Buyers should evaluate attack coverage, LLM and agent support, RAG testing, automation, reporting, CI/CD integration, security controls, custom test support, ease of use, scalability, and alignment with internal AI risk policies.
Conclusion
AI Red Teaming Tools are essential for organizations that want to deploy AI applications safely, securely, and responsibly. The right tool can help teams uncover prompt injection risks, jailbreak weaknesses, data leakage, unsafe responses, hallucination triggers, tool misuse, and agentic workflow failures before they reach production users. Garak is strong for LLM vulnerability scanning, while PyRIT provides structured adversarial orchestration for deeper testing. Promptfoo is practical for CI/CD-ready prompt and app regression testing, while Giskard supports broader AI risk and quality testing. Lakera Guard, NeMo Guardrails, Guardrails AI, and LLM Guard help teams validate and enforce safer AI behavior, while OpenAI Evals and Microsoft Counterfit support custom evaluations and security-oriented assessments.
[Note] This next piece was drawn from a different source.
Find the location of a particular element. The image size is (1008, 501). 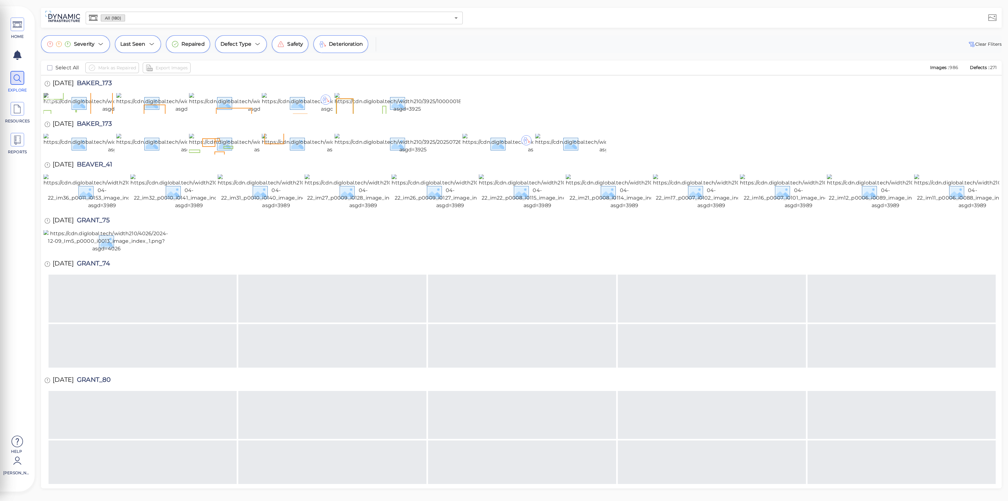

span: Images : is located at coordinates (940, 67).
The best choice depends on model type, AI application design, security maturity, compliance needs, budget, and whether the organization needs scanner-style testing, developer regression tests, runtime protection, or full red team workflows. Shortlist two or three tools, test them against real AI applications, include prompt injection and multi-turn attack scenarios, document findings clearly, validate fixes, and make AI red teaming a continuous part of the AI development lifecycle.